A deeper look at Jonah and the whale
By Scott Tibbs, January 16, 2019
The story of Jonah and the whale is one that all Christian children learn, and it is certainly a tale of high drama and fantasy. How could a man possibly survive being eaten by a whale and live in the beast's stomach for three days? Clearly, there was something supernatural going on. But the lesson we should learn from the book of Jonah is much deeper and more profound than the miracle of God intervening to stop Jonah from fleeing and then supernaturally preserving his life to send him to Ninevah.
You see, Ninevah was the capital of the brutal Assyrian Empire. The Assyrians had brutally repressed the people of Israel, and were known for their horrific treatment of cities they captured. People were tortured is savage ways and women were raped. Jonah was a patriot who had no desire to bring God's message of forgiveness to the people of Ninevah. He wanted God do destroy the city.
Asking Jonah to go to Ninevah would be like asking a Jewish refugee to bring a message of repentance to Berlin in the middle of the Nazi Holocaust, or asking someone from Nanking to bring a message of repentance to Imperial Japan in the 1930's. The Assyrian Empire was that bad.
But God is long suffering and merciful! He stopped Jonah from running away and sent him to Ninevah. The repentance of the king and the people is one of the more amazing accounts in all of Scripture. God turned away His wrath when the city repented. When God can forgive and be merciful to a nation that had brutally repressed His people, why can't we be merciful to our own enemies? Do we not want to imitate God?
Jonah did not. Even after he obeyed God, he was still angry. When God spared the city, Jonah pouted and whined and said he wanted to die. In one of the more humorous parts of Scripture, God asks him "Doest thou well to be angry?" Jonah's answer is telling:
"I knew that thou art a gracious God, and merciful, slow to anger, and of great kindness, and repentest thee of the evil."
Here, Jonah's motivation is clear. He was angry at God for not punishing Ninevah.
God points out that there are many children in the city, to say nothing of all of the animals that would also be destroyed. God asks Jonah if he wanted the children and animals to die. It is interesting that we never see Jonah's answer. But we know what the answer should be, because this was a rhetorical question. We should want to see the wicked repent and come to salvation. We should praise God when that happens.
Above all else, we should see that our own wickedness is so great that we cannot ever pay back what we owe to God, and it is an act of pure mercy on His part that He calls us to salvation. We have no right to see ourselves as "better" than anyone else. Now matter how "clean" our lives have been, American Christians are not better than the Islamic State. We should want to see God bring repentance to them.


**DIRECTIONS FOR THIS TASK**
Copy, from the data below, every line that has "payload" in it.
TASK INPUTS: Begin
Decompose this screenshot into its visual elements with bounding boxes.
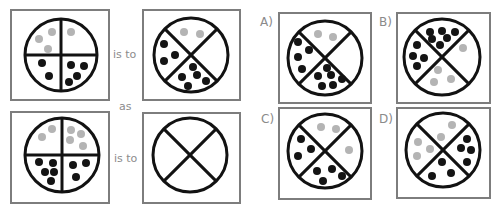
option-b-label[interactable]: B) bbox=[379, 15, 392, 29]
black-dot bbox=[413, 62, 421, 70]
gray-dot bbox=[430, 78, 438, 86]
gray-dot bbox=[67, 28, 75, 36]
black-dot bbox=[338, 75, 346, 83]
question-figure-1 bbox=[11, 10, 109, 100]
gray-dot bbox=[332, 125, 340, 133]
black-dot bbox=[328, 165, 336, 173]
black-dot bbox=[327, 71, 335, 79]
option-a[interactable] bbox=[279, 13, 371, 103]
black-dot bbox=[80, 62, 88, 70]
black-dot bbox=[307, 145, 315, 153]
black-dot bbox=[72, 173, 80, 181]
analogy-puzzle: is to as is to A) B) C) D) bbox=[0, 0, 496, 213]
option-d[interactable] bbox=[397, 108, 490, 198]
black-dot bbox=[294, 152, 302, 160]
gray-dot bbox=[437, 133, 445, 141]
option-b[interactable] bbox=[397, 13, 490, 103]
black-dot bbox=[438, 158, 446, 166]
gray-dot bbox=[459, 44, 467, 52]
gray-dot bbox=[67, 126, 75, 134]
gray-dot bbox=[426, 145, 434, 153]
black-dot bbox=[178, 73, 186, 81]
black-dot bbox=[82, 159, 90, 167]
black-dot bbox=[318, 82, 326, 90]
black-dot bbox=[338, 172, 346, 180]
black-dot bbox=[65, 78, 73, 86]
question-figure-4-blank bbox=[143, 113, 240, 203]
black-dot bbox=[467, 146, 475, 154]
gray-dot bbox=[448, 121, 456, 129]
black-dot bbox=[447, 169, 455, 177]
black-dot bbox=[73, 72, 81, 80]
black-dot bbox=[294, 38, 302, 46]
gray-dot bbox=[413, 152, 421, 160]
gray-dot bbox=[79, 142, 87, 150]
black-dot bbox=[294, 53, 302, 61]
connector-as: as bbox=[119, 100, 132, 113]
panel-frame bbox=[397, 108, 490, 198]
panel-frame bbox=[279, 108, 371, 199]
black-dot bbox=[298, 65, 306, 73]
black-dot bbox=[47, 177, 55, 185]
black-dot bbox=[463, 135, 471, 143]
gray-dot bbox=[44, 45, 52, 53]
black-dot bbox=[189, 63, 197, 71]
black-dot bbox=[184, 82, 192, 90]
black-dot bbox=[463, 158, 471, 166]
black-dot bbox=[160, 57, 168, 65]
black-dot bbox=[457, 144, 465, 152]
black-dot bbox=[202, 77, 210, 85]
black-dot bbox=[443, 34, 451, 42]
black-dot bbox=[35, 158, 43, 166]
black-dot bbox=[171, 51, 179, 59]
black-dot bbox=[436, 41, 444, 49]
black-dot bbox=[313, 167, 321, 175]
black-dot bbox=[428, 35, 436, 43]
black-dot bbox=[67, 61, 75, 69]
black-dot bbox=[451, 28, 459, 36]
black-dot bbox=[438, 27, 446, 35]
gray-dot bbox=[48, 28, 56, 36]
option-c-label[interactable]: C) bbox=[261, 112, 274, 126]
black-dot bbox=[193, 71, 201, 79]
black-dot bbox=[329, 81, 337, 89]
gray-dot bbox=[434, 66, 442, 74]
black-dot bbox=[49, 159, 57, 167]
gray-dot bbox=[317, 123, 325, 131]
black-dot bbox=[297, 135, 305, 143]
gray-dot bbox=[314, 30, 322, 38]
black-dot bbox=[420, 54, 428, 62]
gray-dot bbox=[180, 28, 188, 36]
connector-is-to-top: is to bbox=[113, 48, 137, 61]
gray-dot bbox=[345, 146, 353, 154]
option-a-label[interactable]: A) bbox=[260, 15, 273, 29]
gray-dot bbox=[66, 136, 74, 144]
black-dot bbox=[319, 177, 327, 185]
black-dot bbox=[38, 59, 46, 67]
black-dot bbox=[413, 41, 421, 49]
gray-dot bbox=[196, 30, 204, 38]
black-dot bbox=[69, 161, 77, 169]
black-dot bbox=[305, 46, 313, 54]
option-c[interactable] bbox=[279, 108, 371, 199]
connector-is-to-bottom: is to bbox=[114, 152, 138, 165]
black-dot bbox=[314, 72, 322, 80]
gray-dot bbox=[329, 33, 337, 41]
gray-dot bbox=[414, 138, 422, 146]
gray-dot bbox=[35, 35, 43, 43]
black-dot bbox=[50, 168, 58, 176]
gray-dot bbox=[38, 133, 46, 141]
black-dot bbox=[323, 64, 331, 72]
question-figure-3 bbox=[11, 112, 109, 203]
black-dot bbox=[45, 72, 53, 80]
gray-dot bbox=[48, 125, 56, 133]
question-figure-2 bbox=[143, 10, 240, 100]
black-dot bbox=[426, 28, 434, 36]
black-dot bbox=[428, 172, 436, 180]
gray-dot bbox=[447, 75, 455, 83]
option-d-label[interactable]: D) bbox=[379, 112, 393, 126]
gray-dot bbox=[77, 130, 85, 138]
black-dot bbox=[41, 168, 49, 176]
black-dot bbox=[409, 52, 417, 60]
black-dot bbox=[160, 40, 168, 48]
TASK INPUTS: End
TASK INPUTS: Begin
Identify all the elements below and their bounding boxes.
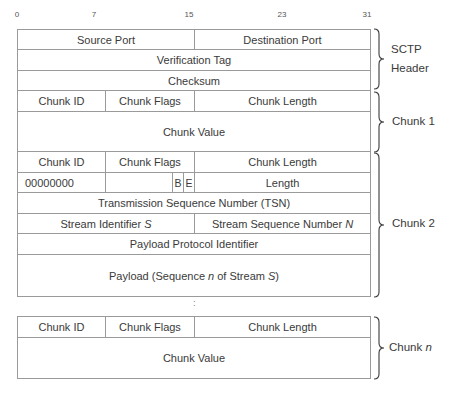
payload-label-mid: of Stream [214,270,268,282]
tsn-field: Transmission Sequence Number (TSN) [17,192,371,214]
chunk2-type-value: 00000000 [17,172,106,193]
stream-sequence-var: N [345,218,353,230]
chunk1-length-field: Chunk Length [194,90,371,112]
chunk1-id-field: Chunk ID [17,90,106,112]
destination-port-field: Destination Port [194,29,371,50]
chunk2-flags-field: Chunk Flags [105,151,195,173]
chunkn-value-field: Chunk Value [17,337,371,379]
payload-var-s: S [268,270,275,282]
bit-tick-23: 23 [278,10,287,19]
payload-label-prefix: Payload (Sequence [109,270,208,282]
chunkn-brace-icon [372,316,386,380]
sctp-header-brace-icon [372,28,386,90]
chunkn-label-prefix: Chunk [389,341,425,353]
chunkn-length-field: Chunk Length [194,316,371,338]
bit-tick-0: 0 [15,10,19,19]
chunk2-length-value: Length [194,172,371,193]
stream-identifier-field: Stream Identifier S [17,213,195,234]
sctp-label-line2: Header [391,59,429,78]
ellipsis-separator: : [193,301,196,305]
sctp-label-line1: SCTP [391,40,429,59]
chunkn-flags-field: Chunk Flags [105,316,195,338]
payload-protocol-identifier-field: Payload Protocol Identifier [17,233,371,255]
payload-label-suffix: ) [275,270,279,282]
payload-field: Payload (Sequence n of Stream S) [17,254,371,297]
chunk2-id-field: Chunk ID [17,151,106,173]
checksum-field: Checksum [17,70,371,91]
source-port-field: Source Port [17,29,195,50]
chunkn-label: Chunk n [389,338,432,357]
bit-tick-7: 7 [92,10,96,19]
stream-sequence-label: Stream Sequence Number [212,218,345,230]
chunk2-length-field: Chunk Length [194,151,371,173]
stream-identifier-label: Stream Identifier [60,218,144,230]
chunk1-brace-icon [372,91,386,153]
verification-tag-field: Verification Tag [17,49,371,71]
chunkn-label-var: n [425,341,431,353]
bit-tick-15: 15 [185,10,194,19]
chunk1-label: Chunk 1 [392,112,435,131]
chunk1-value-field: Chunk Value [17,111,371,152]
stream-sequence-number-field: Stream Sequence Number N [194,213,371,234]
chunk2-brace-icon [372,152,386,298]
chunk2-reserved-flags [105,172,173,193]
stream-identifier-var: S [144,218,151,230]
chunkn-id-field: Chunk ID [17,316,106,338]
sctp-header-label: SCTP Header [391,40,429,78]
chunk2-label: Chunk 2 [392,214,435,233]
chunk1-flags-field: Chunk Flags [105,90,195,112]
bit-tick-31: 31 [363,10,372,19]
TASK INPUTS: End
**TASK ANSWER**
payload-label-mid: of Stream [214,270,268,282]
payload-var-s: S [268,270,275,282]
payload-label-prefix: Payload (Sequence [109,270,208,282]
payload-protocol-identifier-field: Payload Protocol Identifier [17,233,371,255]
payload-label-suffix: ) [275,270,279,282]
payload-field: Payload (Sequence n of Stream S) [17,254,371,297]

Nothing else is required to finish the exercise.